Bill and Hillary Clinton Delay Their Scheduled Depositions in Congressional Epstein Probe

The former president traveled with Epstein several times after he left the White House in 2001.

Kevin Dietsch/Getty Images
Bill and Hillary Clinton attend the funeral service of former Labor Secretary Alexis Herman at the National Cathedral on May 14, 2025. Kevin Dietsch/Getty Images

President Clinton and the former secretary of state, Hillary Clinton, will not sit for their scheduled depositions before the House Oversight Committee in the coming days, a source on the committee tells The New York Sun. The committee is delaying the meetings, though the subpoenas issued for their testimony over the summer are still in effect. 

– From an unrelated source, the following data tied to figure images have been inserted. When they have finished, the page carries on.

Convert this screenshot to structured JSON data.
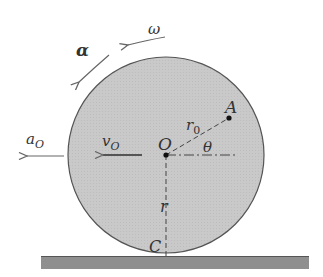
{
  "figure": {
    "type": "rolling-wheel-kinematics",
    "labels": {
      "omega": "ω",
      "alpha": "α",
      "a_O": "a",
      "a_O_sub": "O",
      "v_O": "v",
      "v_O_sub": "O",
      "center": "O",
      "point_A": "A",
      "r0": "r",
      "r0_sub": "0",
      "theta": "θ",
      "radius": "r",
      "contact": "C"
    },
    "colors": {
      "wheel_fill": "#c8c8c8",
      "wheel_stroke": "#555555",
      "ground": "#8f8f8f",
      "arrow": "#666666",
      "text": "#333333"
    }
  }
}
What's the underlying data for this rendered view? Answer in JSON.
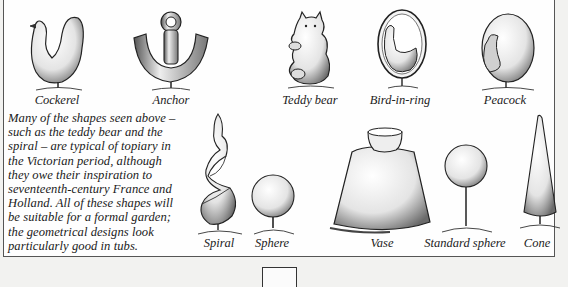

Mr. Clinton, who was scheduled to sit for his deposition next Tuesday, was friends with notorious sex offender Jeffrey Epstein for several years after he left the White House in 2001. Mrs. Clinton was supposed to appear for her deposition tomorrow. 

The Oversight Committee source tells the Sun that the panel is “having conversations with the Clintons’ attorneys to accommodate their schedules” in order to find a new time to meet with the former first couple. 

The panel began its investigation into the so-called Epstein files earlier this year, after the Department of Justice claimed in a memo that there were no additional records that it was going to release to the public. The firestorm from conservatives was immediate, and within days a bipartisan bill to force the disclosure of files started to gain steam. 

The Oversight Committee’s chairman, Congressman James Comer, then launched his probe in an effort to control the investigation rather than have Congress vote on the forced disclosure bill. 

In August, Mr. Comer issued subpoenas for the Clintons, several former U.S. attorneys general, two former FBI directors, and the federal prosecutor who granted Epstein a non-prosecution agreement. 

“The Committee may use the results of this investigation to inform legislative solutions to improve federal efforts to combat sex trafficking and reform the use of non-prosecution agreements and/or plea agreements in sex-crime investigations,” the committee wrote to Mr. Clinton in August. “Given your past relationships with Mr. Epstein and Ms. Maxwell, the Committee believes that you have information regarding their activities that is relevant to the Committee’s investigation.”

In September, the committee released the first tranche of records that it had received from the justice department. Those documents included the infamous “birthday book” Epstein received from his former girlfriend, Ghislaine Maxwell. She had put together hundreds of letters, drawings, and photographs she had received from friends.

In that book, there were messages apparently from Mr. Clinton and President Trump, though Mr. Trump denies that he ever sent such a letter. 

Mr. Clinton’s handwritten note was relatively brief. “Happy 50th,” the former president wrote to Epstein in 2003. “It’s heartening, isn’t it, to have lived so long, across all the years of learning and knowing, adventure and work, and still to have your childlike curiosity, the drive to make a difference, and the circle of friends.”

The first publicly known instance of Epstein being in the same room as the Clintons was in 1993, when Epstein and other donors were invited to the White House after giving money to help refurbish parts of the presidential home. Mr. Clinton next dined with Epstein at an intimate donor dinner at Palm Beach hosted by billionaire Ron Perelman. Other attendees included singer Jimmy Buffett and actor Don Johnson. 

Mr. Clinton and Epstein would grow closer after the president left the White House in January 2001. They traveled together multiple times for trips related to the ex-president’s charitable works.